The SEC originally charged the penny-stock company, Perlowin, Epling and Bruce Perlowin’s brother Jed M. Perlowin with committing a long-running fraud and running an illegal scheme to sell unregistered stock in violation of U.S. securities laws. The government did not indicate any fine was charged to Jed Perlowin. The case was settled at the end of last year but fines had not been set.

Hemp Inc. has meanwhile said Bruce Perlowin is no longer managing the day-to-day operations of the company, but now serves as “Chief Visionary Consultant.”


Questionable deals

The SEC claimed in the original 2016 charges that as CEO, Perlowin transferred hundreds of millions of Hemp Inc. shares to companies controlled by his brother Jed, and Epling, to be sold in public markets.
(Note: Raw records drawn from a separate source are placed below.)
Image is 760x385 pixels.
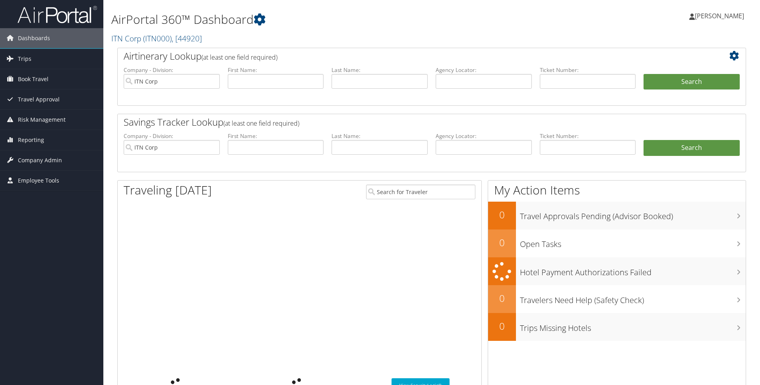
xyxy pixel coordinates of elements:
[124,66,220,74] label: Company - Division:
[366,184,475,199] input: Search for Traveler
[488,236,516,249] h2: 0
[643,140,739,156] a: Search
[435,132,532,140] label: Agency Locator:
[228,66,324,74] label: First Name:
[331,132,428,140] label: Last Name:
[488,319,516,333] h2: 0
[520,318,745,333] h3: Trips Missing Hotels
[488,285,745,313] a: 0Travelers Need Help (Safety Check)
[520,290,745,306] h3: Travelers Need Help (Safety Check)
[540,132,636,140] label: Ticket Number:
[18,130,44,150] span: Reporting
[124,132,220,140] label: Company - Division:
[18,110,66,130] span: Risk Management
[689,4,752,28] a: [PERSON_NAME]
[488,229,745,257] a: 0Open Tasks
[520,263,745,278] h3: Hotel Payment Authorizations Failed
[124,140,220,155] input: search accounts
[124,182,212,198] h1: Traveling [DATE]
[643,74,739,90] button: Search
[18,69,48,89] span: Book Travel
[124,115,687,129] h2: Savings Tracker Lookup
[201,53,277,62] span: (at least one field required)
[488,201,745,229] a: 0Travel Approvals Pending (Advisor Booked)
[331,66,428,74] label: Last Name:
[18,89,60,109] span: Travel Approval
[488,291,516,305] h2: 0
[488,208,516,221] h2: 0
[18,150,62,170] span: Company Admin
[488,257,745,285] a: Hotel Payment Authorizations Failed
[111,33,202,44] a: ITN Corp
[111,11,538,28] h1: AirPortal 360™ Dashboard
[17,5,97,24] img: airportal-logo.png
[520,207,745,222] h3: Travel Approvals Pending (Advisor Booked)
[223,119,299,128] span: (at least one field required)
[18,170,59,190] span: Employee Tools
[520,234,745,250] h3: Open Tasks
[18,28,50,48] span: Dashboards
[435,66,532,74] label: Agency Locator:
[228,132,324,140] label: First Name:
[540,66,636,74] label: Ticket Number:
[172,33,202,44] span: , [ 44920 ]
[18,49,31,69] span: Trips
[124,49,687,63] h2: Airtinerary Lookup
[488,182,745,198] h1: My Action Items
[695,12,744,20] span: [PERSON_NAME]
[488,313,745,341] a: 0Trips Missing Hotels
[143,33,172,44] span: ( ITN000 )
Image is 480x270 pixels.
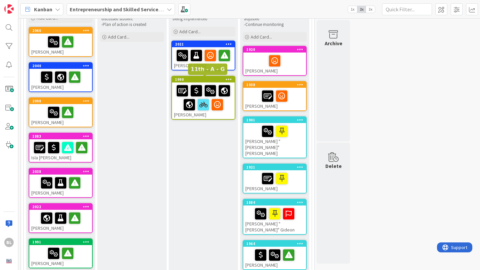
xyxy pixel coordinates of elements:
[243,117,306,158] div: 1901[PERSON_NAME] "[PERSON_NAME]" [PERSON_NAME]
[4,238,14,247] div: BL
[34,5,52,13] span: Kanban
[243,165,306,193] div: 1921[PERSON_NAME]
[243,200,306,206] div: 1884
[29,203,93,233] a: 2022[PERSON_NAME]
[32,205,92,209] div: 2022
[357,6,366,13] span: 2x
[29,104,92,127] div: [PERSON_NAME]
[382,3,432,15] input: Quick Filter...
[101,22,163,27] p: -Plan of action is created
[325,162,341,170] div: Delete
[29,28,92,56] div: 2066[PERSON_NAME]
[243,47,306,53] div: 1920
[246,200,306,205] div: 1884
[243,123,306,158] div: [PERSON_NAME] "[PERSON_NAME]" [PERSON_NAME]
[4,4,14,14] img: Visit kanbanzone.com
[29,245,92,268] div: [PERSON_NAME]
[14,1,30,9] span: Support
[29,204,92,210] div: 2022
[242,164,306,194] a: 1921[PERSON_NAME]
[29,168,93,198] a: 2038[PERSON_NAME]
[250,34,272,40] span: Add Card...
[29,98,93,128] a: 2098[PERSON_NAME]
[243,117,306,123] div: 1901
[246,165,306,170] div: 1921
[29,63,92,92] div: 2040[PERSON_NAME]
[171,41,235,71] a: 2021[PERSON_NAME]
[29,62,93,92] a: 2040[PERSON_NAME]
[366,6,375,13] span: 3x
[29,34,92,56] div: [PERSON_NAME]
[108,34,129,40] span: Add Card...
[29,169,92,175] div: 2038
[29,175,92,197] div: [PERSON_NAME]
[29,239,93,269] a: 1991[PERSON_NAME]
[172,77,234,119] div: 1990[PERSON_NAME]
[244,22,305,27] p: -Continue monitoring
[172,41,234,47] div: 2021
[29,169,92,197] div: 2038[PERSON_NAME]
[243,247,306,270] div: [PERSON_NAME]
[242,81,306,111] a: 1938[PERSON_NAME]
[29,98,92,127] div: 2098[PERSON_NAME]
[171,76,235,120] a: 1990[PERSON_NAME]
[242,46,306,76] a: 1920[PERSON_NAME]
[348,6,357,13] span: 1x
[29,134,92,162] div: 1883Isla [PERSON_NAME]
[29,28,92,34] div: 2066
[243,165,306,170] div: 1921
[243,88,306,111] div: [PERSON_NAME]
[243,206,306,234] div: [PERSON_NAME] "[PERSON_NAME]" Gideon
[179,29,200,35] span: Add Card...
[242,199,306,235] a: 1884[PERSON_NAME] "[PERSON_NAME]" Gideon
[175,42,234,47] div: 2021
[242,240,306,270] a: 1964[PERSON_NAME]
[243,82,306,111] div: 1938[PERSON_NAME]
[172,77,234,83] div: 1990
[29,239,92,245] div: 1991
[29,133,93,163] a: 1883Isla [PERSON_NAME]
[32,99,92,104] div: 2098
[32,240,92,245] div: 1991
[324,39,342,47] div: Archive
[246,83,306,87] div: 1938
[246,118,306,123] div: 1901
[29,69,92,92] div: [PERSON_NAME]
[246,47,306,52] div: 1920
[172,41,234,70] div: 2021[PERSON_NAME]
[246,242,306,246] div: 1964
[29,210,92,233] div: [PERSON_NAME]
[32,64,92,68] div: 2040
[32,170,92,174] div: 2038
[29,134,92,140] div: 1883
[243,53,306,75] div: [PERSON_NAME]
[243,170,306,193] div: [PERSON_NAME]
[243,47,306,75] div: 1920[PERSON_NAME]
[175,77,234,82] div: 1990
[29,140,92,162] div: Isla [PERSON_NAME]
[29,204,92,233] div: 2022[PERSON_NAME]
[243,241,306,247] div: 1964
[29,98,92,104] div: 2098
[172,83,234,119] div: [PERSON_NAME]
[172,47,234,70] div: [PERSON_NAME]
[70,6,232,13] b: Entrepreneurship and Skilled Services Interventions - [DATE]-[DATE]
[243,82,306,88] div: 1938
[243,200,306,234] div: 1884[PERSON_NAME] "[PERSON_NAME]" Gideon
[32,28,92,33] div: 2066
[242,117,306,159] a: 1901[PERSON_NAME] "[PERSON_NAME]" [PERSON_NAME]
[29,63,92,69] div: 2040
[190,66,224,72] h5: 11th - A - G
[29,239,92,268] div: 1991[PERSON_NAME]
[243,241,306,270] div: 1964[PERSON_NAME]
[4,257,14,266] img: avatar
[29,27,93,57] a: 2066[PERSON_NAME]
[32,134,92,139] div: 1883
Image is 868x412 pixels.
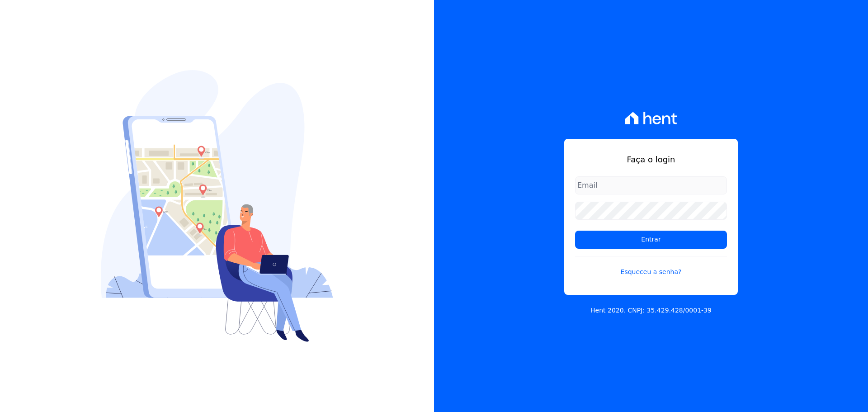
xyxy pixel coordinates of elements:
[591,306,712,315] p: Hent 2020. CNPJ: 35.429.428/0001-39
[575,256,727,277] a: Esqueceu a senha?
[101,70,333,342] img: Login
[575,230,727,249] input: Entrar
[575,176,727,194] input: Email
[575,153,727,166] h1: Faça o login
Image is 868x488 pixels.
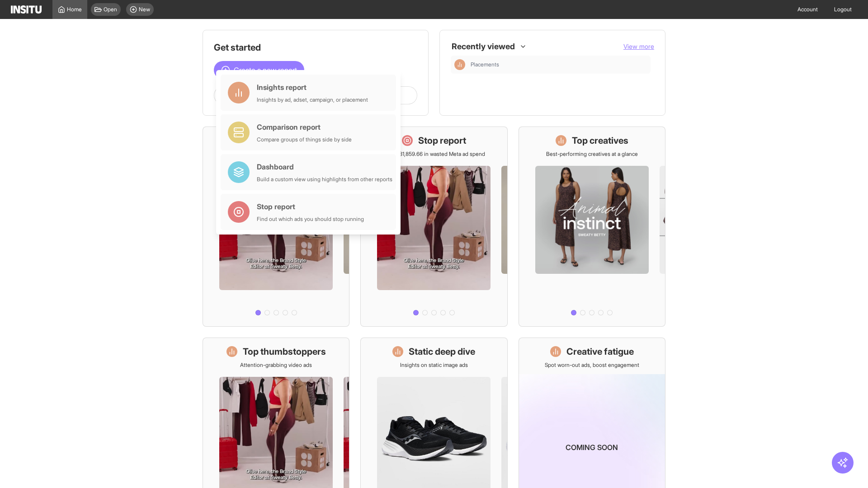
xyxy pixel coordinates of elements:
[257,96,368,104] div: Insights by ad, adset, campaign, or placement
[518,127,665,327] a: Top creativesBest-performing creatives at a glance
[257,176,392,183] div: Build a custom view using highlights from other reports
[138,6,150,13] span: New
[234,64,297,75] span: Create a new report
[418,134,466,147] h1: Stop report
[361,127,507,327] a: Stop reportSave £31,859.66 in wasted Meta ad spend
[572,134,629,147] h1: Top creatives
[546,150,638,158] p: Best-performing creatives at a glance
[243,345,326,358] h1: Top thumbstoppers
[624,42,654,50] span: View more
[203,127,350,327] a: What's live nowSee all active ads instantly
[624,42,654,51] button: View more
[257,136,352,143] div: Compare groups of things side by side
[257,82,368,93] div: Insights report
[11,6,42,14] img: Logo
[383,150,485,158] p: Save £31,859.66 in wasted Meta ad spend
[67,6,82,13] span: Home
[400,361,468,369] p: Insights on static image ads
[104,6,117,13] span: Open
[257,216,364,223] div: Find out which ads you should stop running
[257,201,364,212] div: Stop report
[471,61,499,69] span: Placements
[257,161,392,172] div: Dashboard
[408,345,475,358] h1: Static deep dive
[214,61,305,79] button: Create a new report
[214,41,417,54] h1: Get started
[240,361,312,369] p: Attention-grabbing video ads
[471,61,647,69] span: Placements
[257,122,352,132] div: Comparison report
[454,60,465,70] div: Insights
Those companies entered consulting deals with Hemp Inc. which the SEC described as bogus. Some shares were given as gifts. For example in 2012, one company linked to Epling received 100 million Hemp Inc. shares in recognition of “affection and appreciation for over 20 years of friendship and loyal assistance,” according to the original SEC claims, which were filed in federal court in Nevada.

Unregistered

According to the 2016 complaint, Epling’s companies sold the Hemp Inc. shares they received and “used a material portion of the proceeds for the benefit of and at the direction of Bruce Perlowin and Hemp Inc.” Jed Perlowin’s companies also sold millions of Hemp Inc. shares and used some of the proceeds for the benefit of Bruce Perlowin, the securities agency charged.

The SEC said the shares were sold in such a way to investors as if they were restricted but that investors purchasing them via market transactions would have reasonably believed they were unrestricted shares. The SEC said Hemp Inc. never filed a registration statement with the SEC.